Her snake crawls up her body and curls on her chest like he does when they’re falling asleep.

No one else is here.

Is this it? Did Bishop know it was already too late? Is he only here so that his mother doesn’t die alone?

Claudia’s eyes flutter closed for a second, but not before catching a glimpse of an angel.

No, not an angel—a woman. A blond girl with glowing violet eyes.

The woman whispers, “Pyxis, Reticulum.”

To Unlock and Open.

The cell door opens, and the woman kneels beside her. Their eyes meet. The recognition is instant.

Claudia knows her immediately, because who else could she be? There’s something in both of them that recognizes the other—two girls who fed parts of their souls to the same beast.

“Hello, Claudia Jolicoeur.”

Her throat is tight and raw when she forces herself to say, “Hello, Odette Dufort.”

TO HEAL THE SOUL

A soul in love is a torrent of desire, and is thus both divine and imperishable.

Professor Moira Graves, Cygnus Discipline of Musices

You’re alive?” Claudia whimpers. She struggles to keep her eyes open, to keep herself awake. She’s fading fast.

Or has she already gone? Is she meeting Odette just across the veil?

Odette runs her hands along the poem written in blood on the wall. “How did you do it?”

Claudia hardly knows what to say. She stammers. “I just did what I saw in your diary.”

“No,” she whispers gruffly, thumbing over Corvus. “It’s neverworked for me before. It was all a theory.” Her eyes cut to Claudia, and it’s not clear if Odette’s angry or impressed. “Until now. What did you do? What makes it cast?”

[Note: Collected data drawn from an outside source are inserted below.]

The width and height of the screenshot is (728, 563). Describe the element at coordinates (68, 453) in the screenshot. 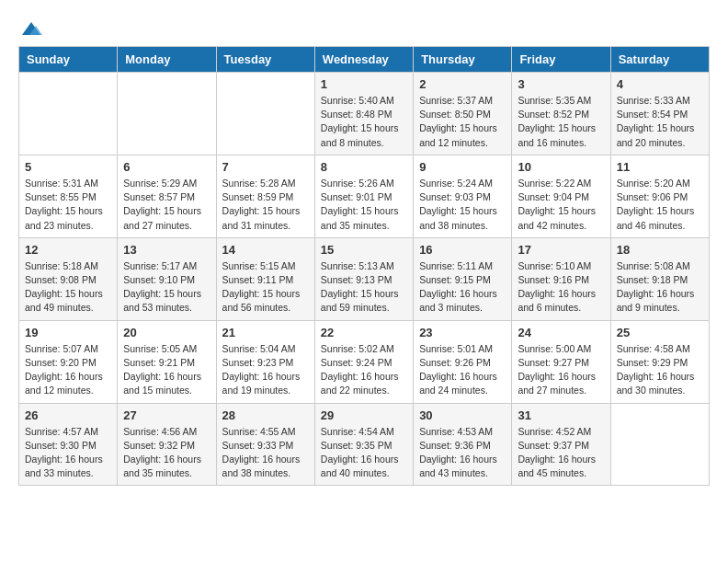

I see `day-info: Sunrise: 4:57 AMSunset: 9:30 PMDaylight:…` at that location.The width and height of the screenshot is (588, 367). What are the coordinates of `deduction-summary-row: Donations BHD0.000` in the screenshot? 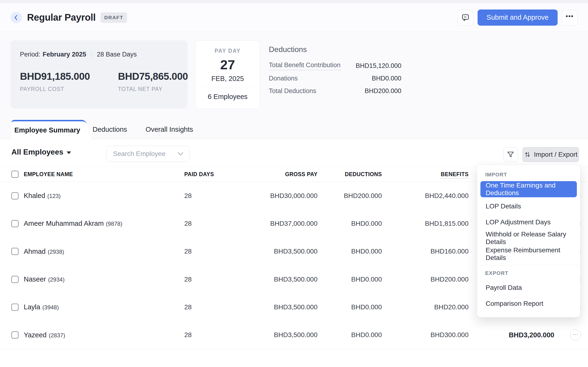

“I think—” Claudia tries to sit up, but she can’t. Her body is too stiff. “Fuck,” she mumbles, wincing. “I think the spell must evoke the constellation in both shape and name. See?” Shakily, she points. “I used the wordsHydrusandCorvusin the poem itself. I figured that if we’re mixing celestial and linguistic magic, every form of the constellation is important.”

Odette flares her nostrils. “I see.” She laughs weakly. “It sounds so obvious when you say it.”

Claudia blinks tightly. Is this real? Reaching up, she puts her hand on Odette’s leg, half expecting it to fall right through as if putting her hand on a shadow. “You’re real?”

“I am real.”

“Am I dead?” Her tongue struggles to form words. She holds Bishop closer for comfort. “Are you alive?”

Odette’s fingers are cold as a dead girl when she touches Claudia’s hand. “I am now.”

“How?” Her body and her voice weaken by the second. She chokes out a dry cough. “Triche, Lamour, our friends—everyonethinks you’re dead. Sidarphion told me that the bargain killed you when you failed.”